From quickly glancing at it, I would just say the same, but I'm no expert in
that area. Nevertheless, this looks like genuine driver bugs to me.

> Maybe I can persuade our dict^H^H^H^H project maintainer to accept a 
> SetThreadContext hack to take the rendering context away from the thread 
> owning it...
Well, I guess if it really doesn't work with pretty much any driver, you might
need to do that even if what you do is fully legal. I'd fix it for the radeon
drivers but I currently can't quite see how you'd notice the other contexts
upon a drawable change, as the __DRIdrawablePrivate struct only has a pointer to
a single context. Calling glXMakeCurrent in the drawing loops should work around
that problem (as that should make sure the hw buffer offsets get updated, just
as putting glDrawBuffers(GL_BACK) in there does), though again I don't think
this is needed by the spec.
Comment 6 Michel Dänzer 2006-10-16 08:31:22 UTC
The underlying problem is that per-drawable state is tracked per context, which
is unfortunately quite widespread in DRI drivers currently, especially related
to buffer swaps (and vsync, ...).
Comment 7 Adam Jackson 2009-08-24 12:24:41 UTC
Mass version move, cvs -> git
Comment 8 Michel Dänzer 2011-02-09 02:05:04 UTC
Does this work better now? FWIW, the Mesa demos repository contains a demo src/xdemos/corender which seems to work perfectly here with both the classic and Gallium r300 drivers.
Comment 9 Wolfgang Draxinger 2011-11-08 06:42:35 UTC
Indeed a single drawable may have serveral OpenGL render contexts on it, which also may be active in multiple threads at the same time. This is a common setup to allow for such things like uploading texture or buffer object data, while other threads are blocking, say in glXSwapBuffers. Blocking glXSwapBuffers on V-Sync may give up to 1/50th (say if someone slightly missed a previous frame's retrace deadline) of free CPU and GPU time, which is worth using.

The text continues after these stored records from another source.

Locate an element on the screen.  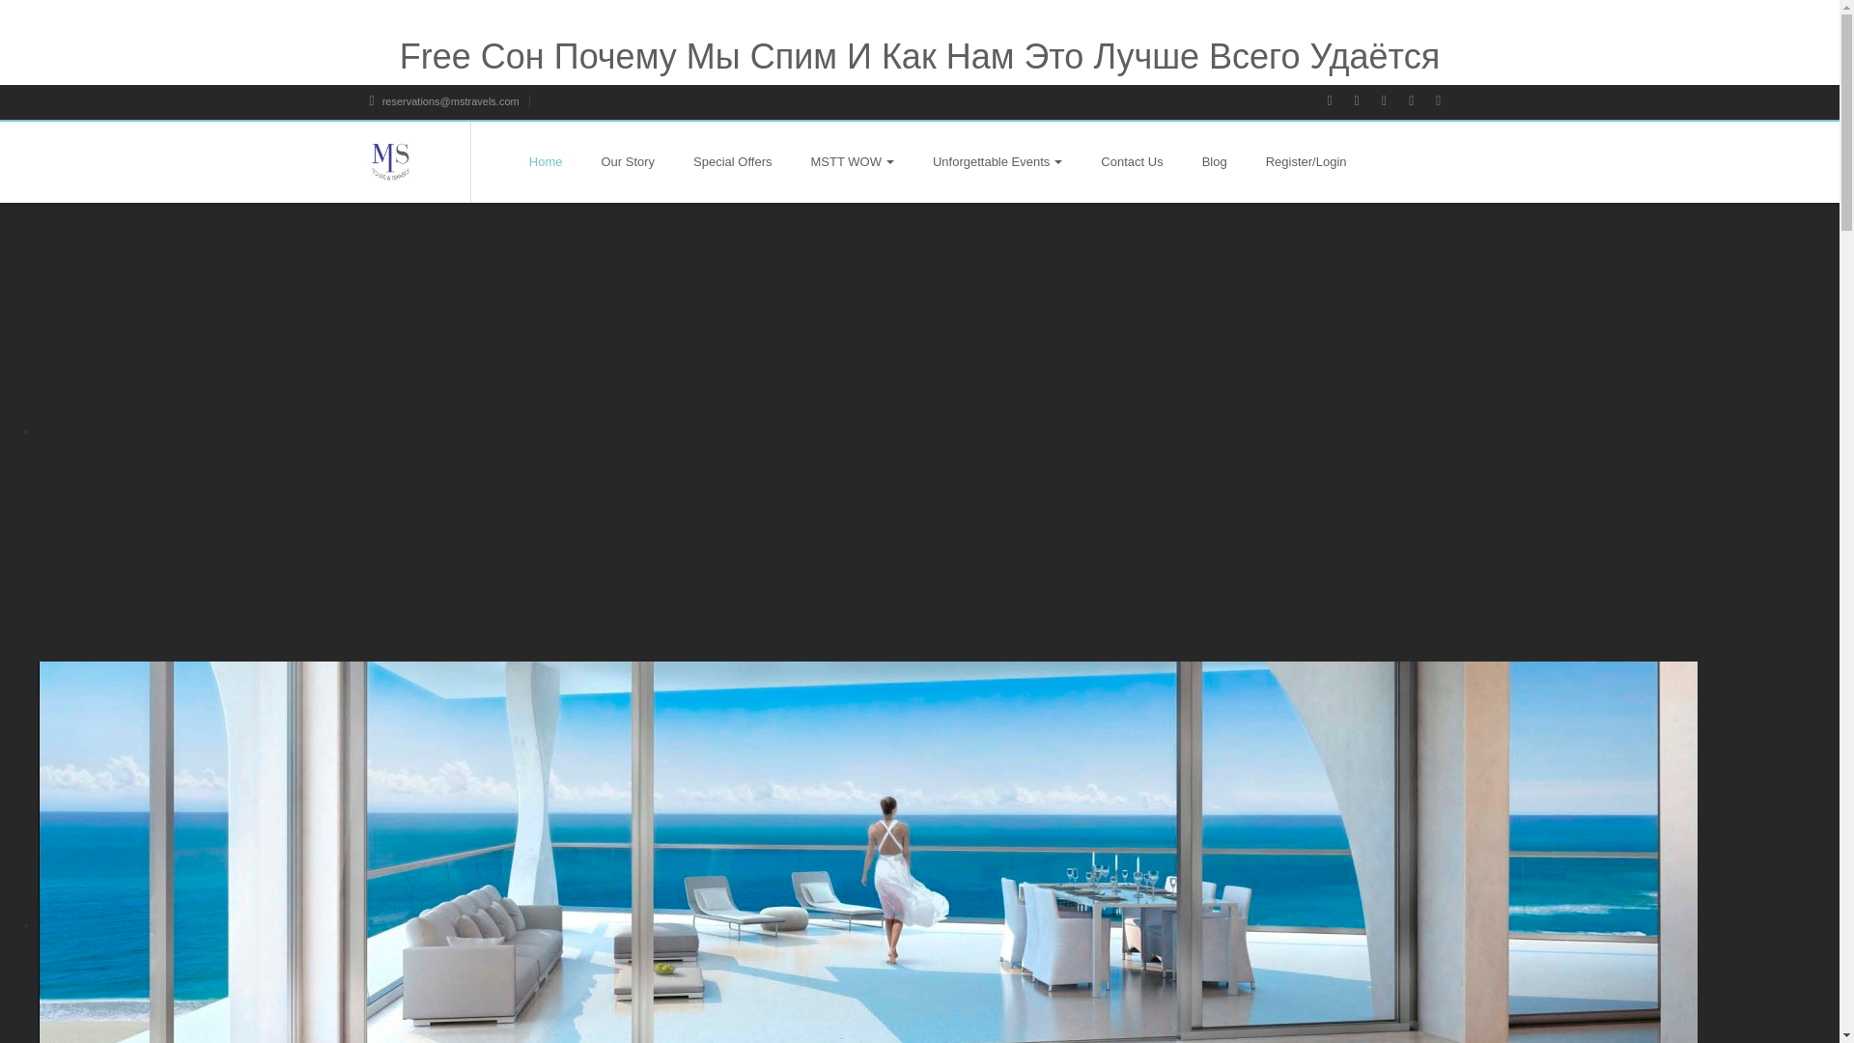
Facebook is located at coordinates (1338, 101).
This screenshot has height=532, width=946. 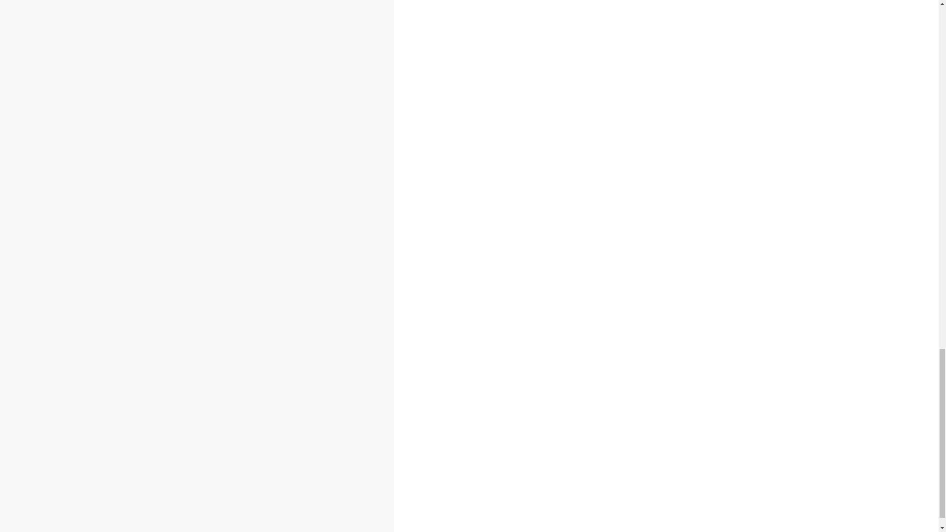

But as soon as you go about drawing to the same drawable from multiple render contexts you're begging for trouble. Effectively the target framebuffer is a mutually exclusive, but shared resource, so the driver constantly has to switch locks, and of course the whole rendering process (sending geometry, etc.) is just one big race condition. The bug submitter's test case is just a perfect example for such a race condition.

Now I see, that the original application is D3D9 multithreaded rendering emulation. Personally I never experienced (native) D3D9 multithreaded rendering usefull for something else like generating render-to-texture content. Anyway: It is right that OpenGL contexts can be used from only one thread at a time, BUT THEY ARE NOT BOUND TO A SPECIFIC THREAD! Once can unbind the context from one thread, and rebind it to another:

thread_A:
    glXMakeContextCurrent(display, drawable, drawable, NULL)
    signal_thread(thread_B, "context released")

thread_B:
    wait_for_signal("context released")
    glXMakeContextCurrent(display, drawable, drawable, context);

It may also be worthwile for the D3D9 emulator to use a PBuffer drawable (maybe in combination with a FBO, featuring depth texture attachments); instead of glXSwapBuffer at the and of each thread signal that each threads composition layer has been finished and only the last finishing thread should then collect all intermediary pictures and combine them into a composition, implementing things like depth testing and the like there.